Take the line with "Find the location of a particular element. The" as the first and the last line of the data as the end. Write out both and every line between exactly, except pictures.

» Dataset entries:
+++++

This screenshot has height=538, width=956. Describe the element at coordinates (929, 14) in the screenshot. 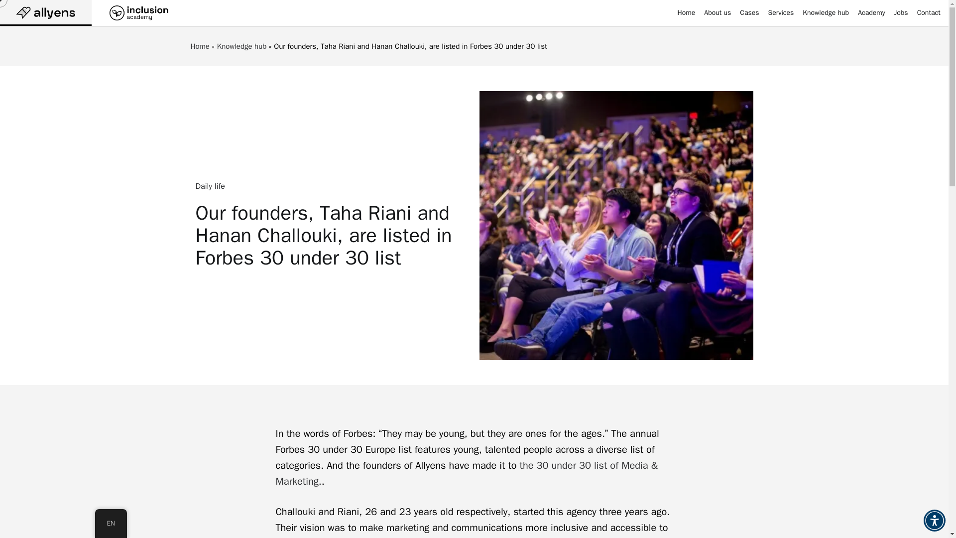

I see `Contact` at that location.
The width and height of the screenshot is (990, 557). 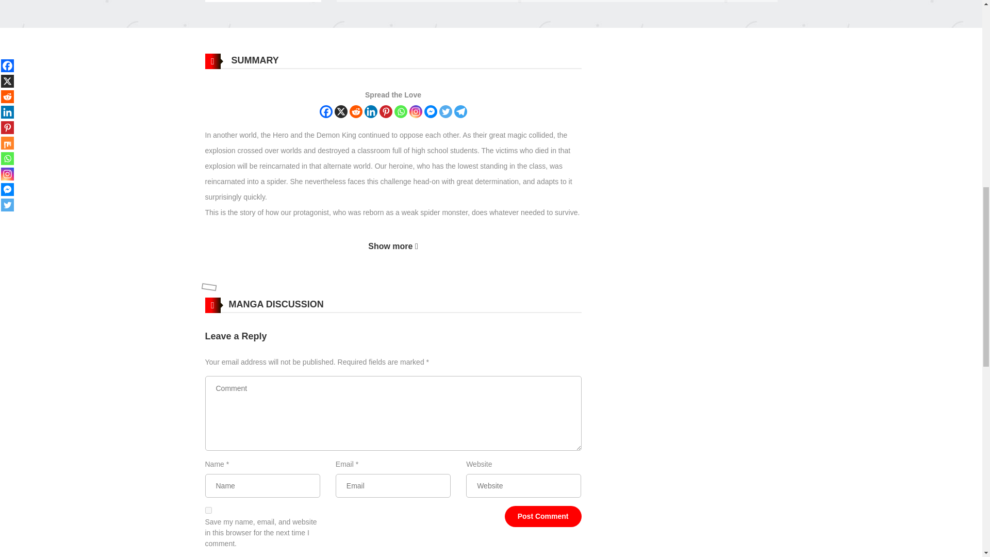 I want to click on Twitter, so click(x=446, y=111).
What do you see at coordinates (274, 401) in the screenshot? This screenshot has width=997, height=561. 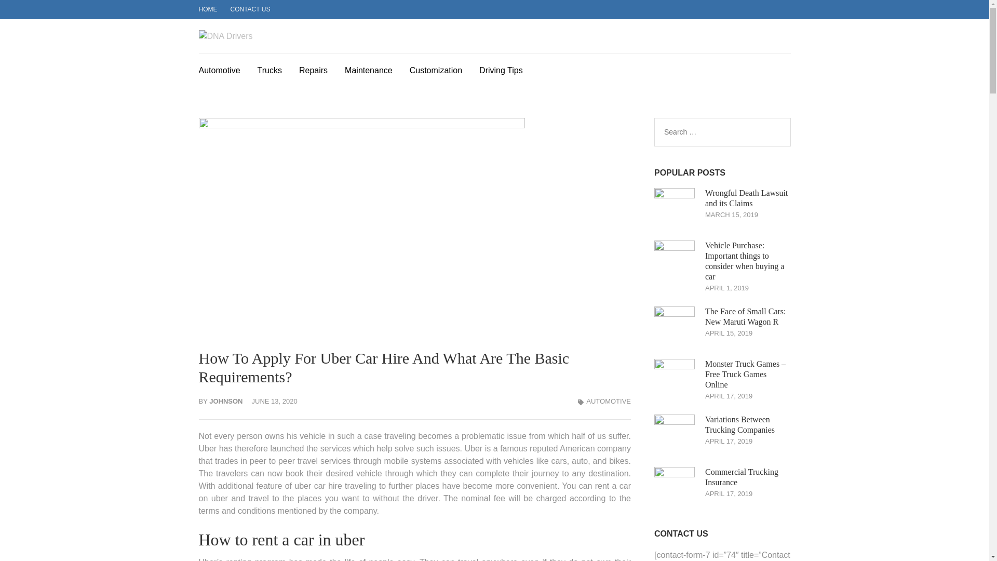 I see `JUNE 13, 2020` at bounding box center [274, 401].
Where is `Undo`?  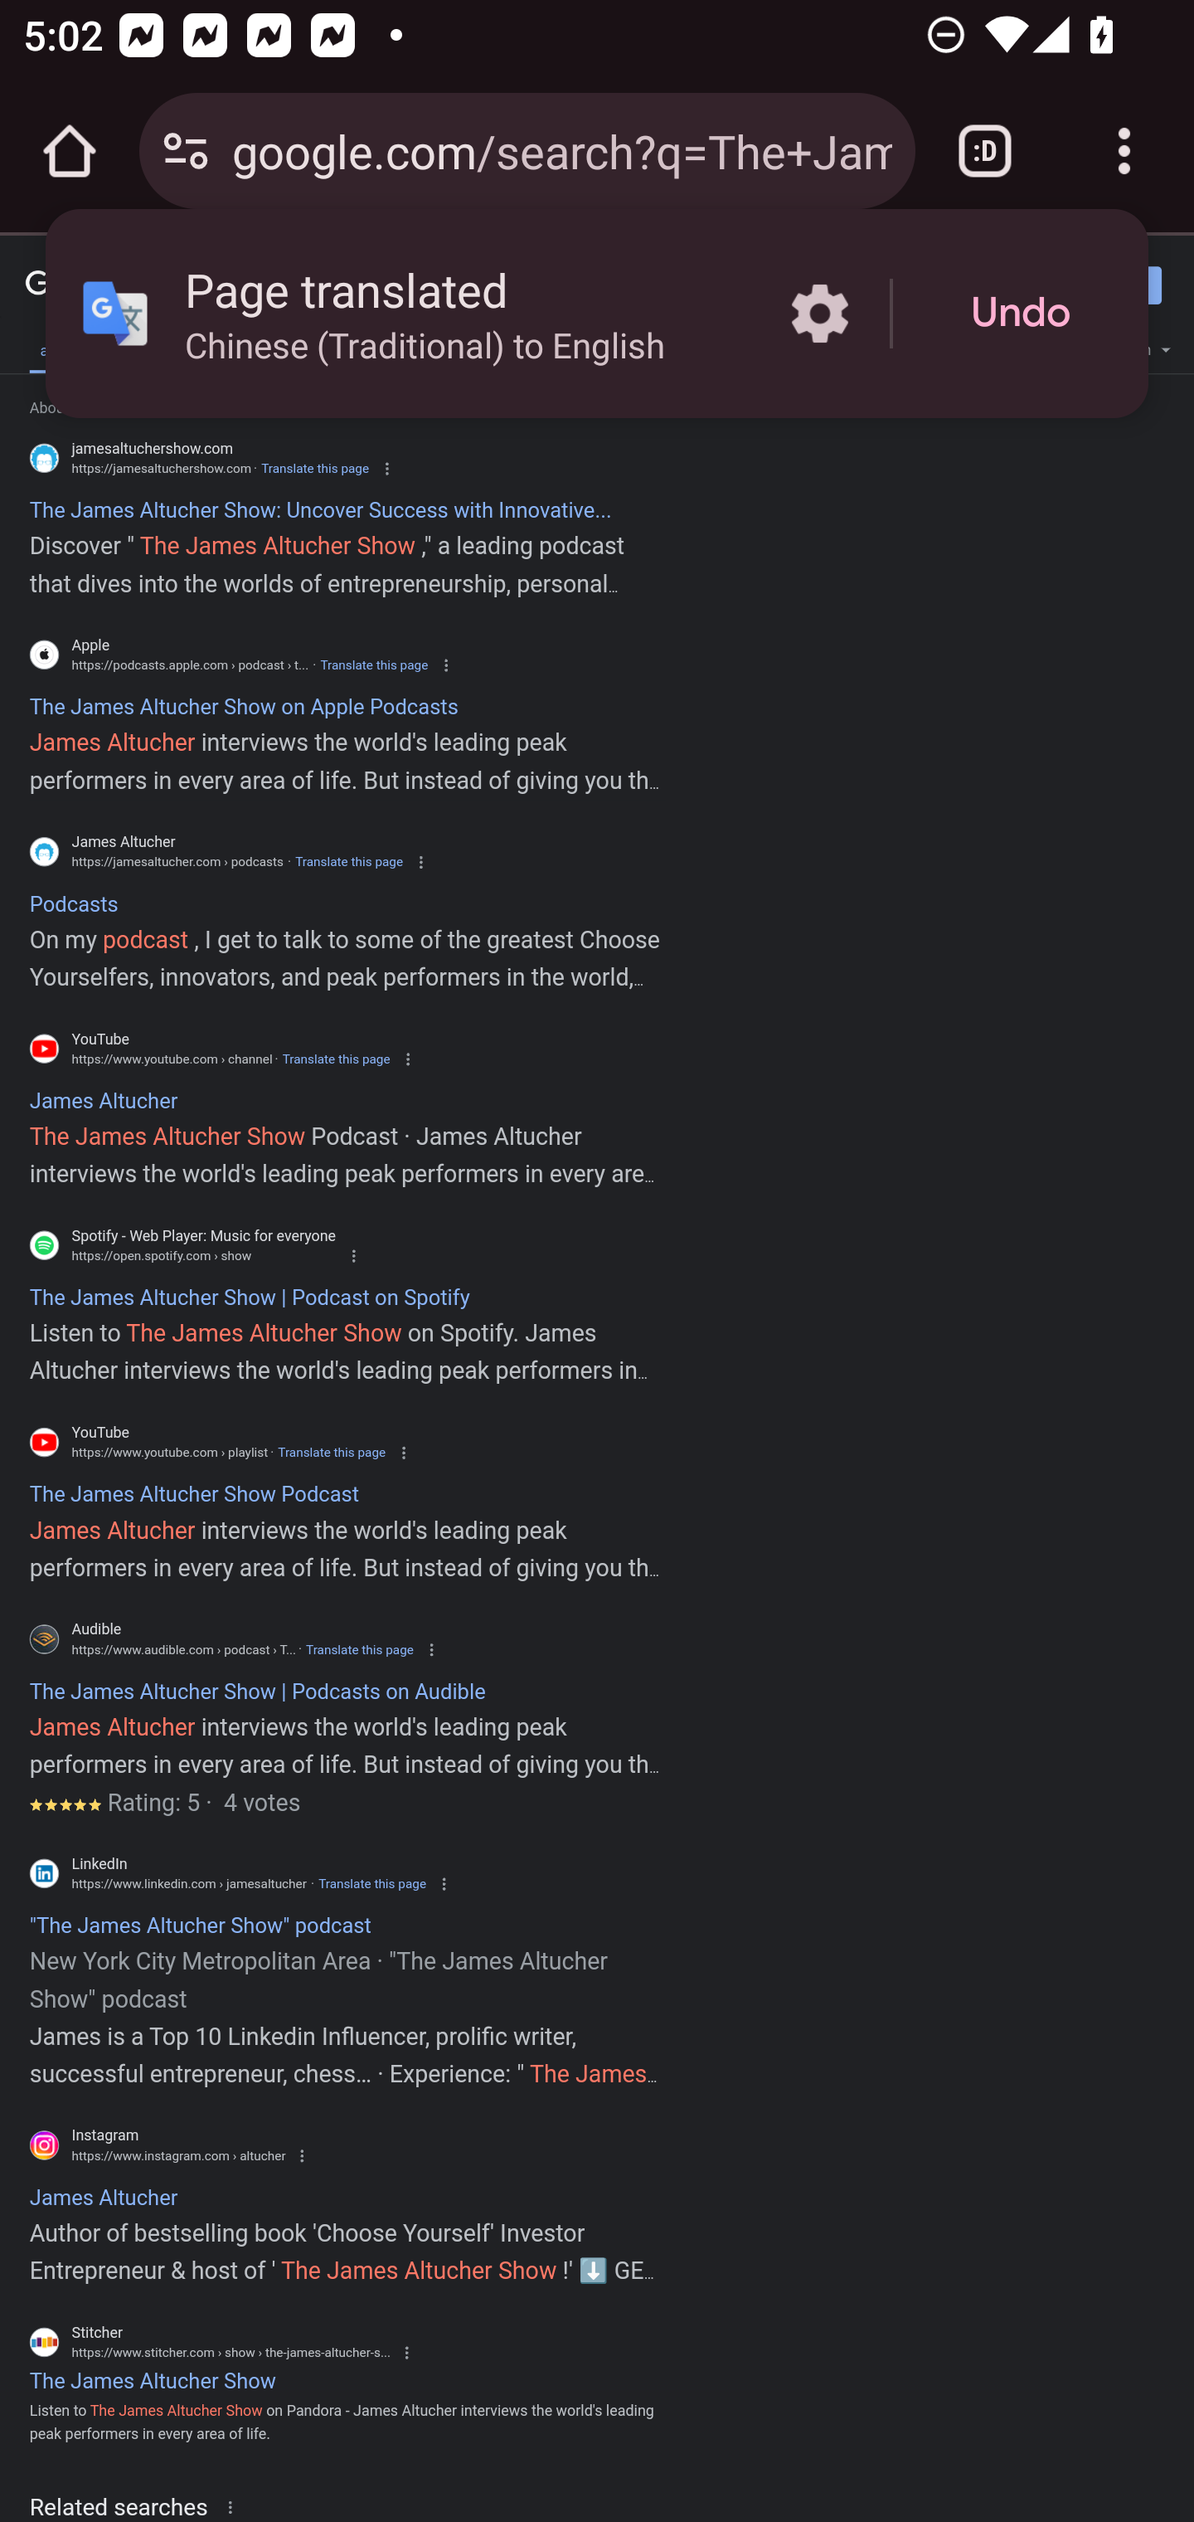
Undo is located at coordinates (1021, 313).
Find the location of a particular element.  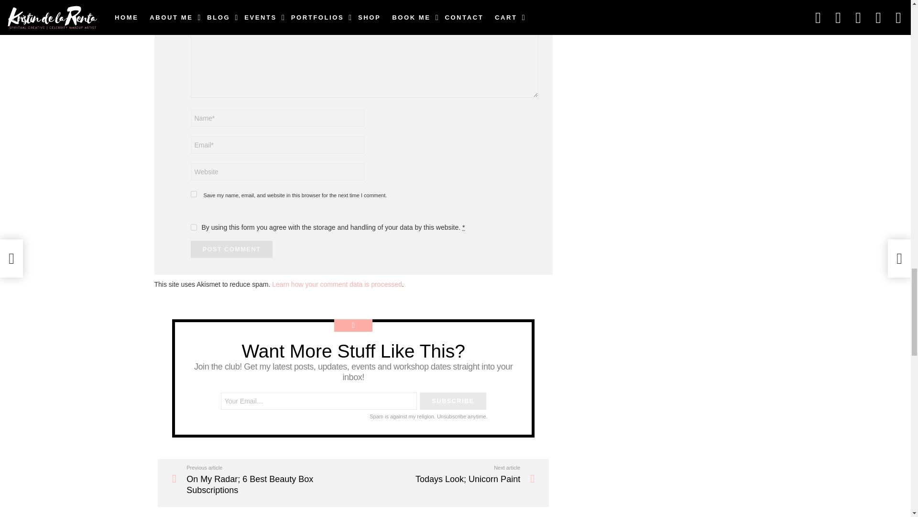

Post Comment is located at coordinates (231, 249).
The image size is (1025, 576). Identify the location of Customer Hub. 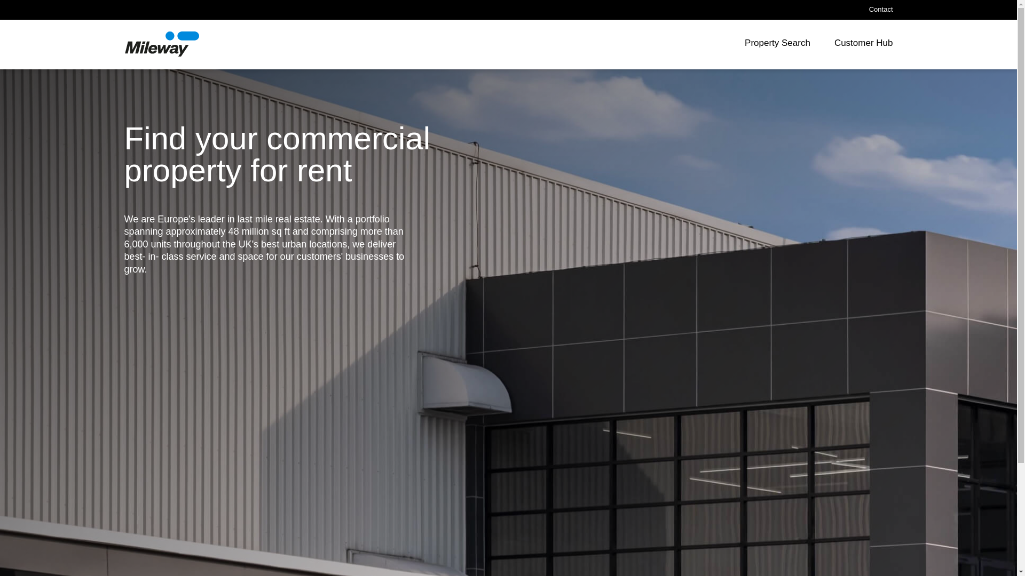
(863, 45).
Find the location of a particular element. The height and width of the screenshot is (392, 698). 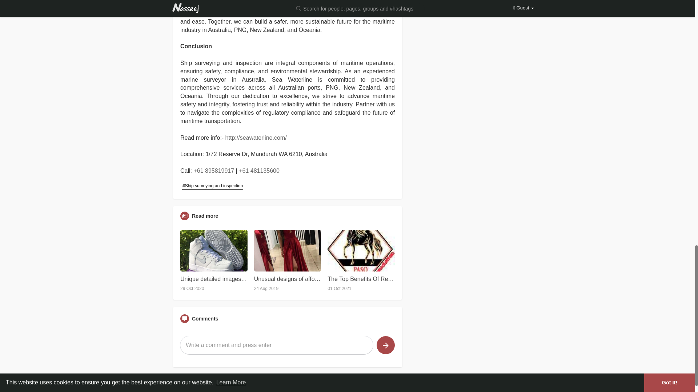

The Top Benefits Of Recreational Riding is located at coordinates (361, 279).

+++++

» Your solution:
Find the location of a particular element. The height and width of the screenshot is (392, 698). 

The Top Benefits Of Recreational Riding is located at coordinates (361, 279).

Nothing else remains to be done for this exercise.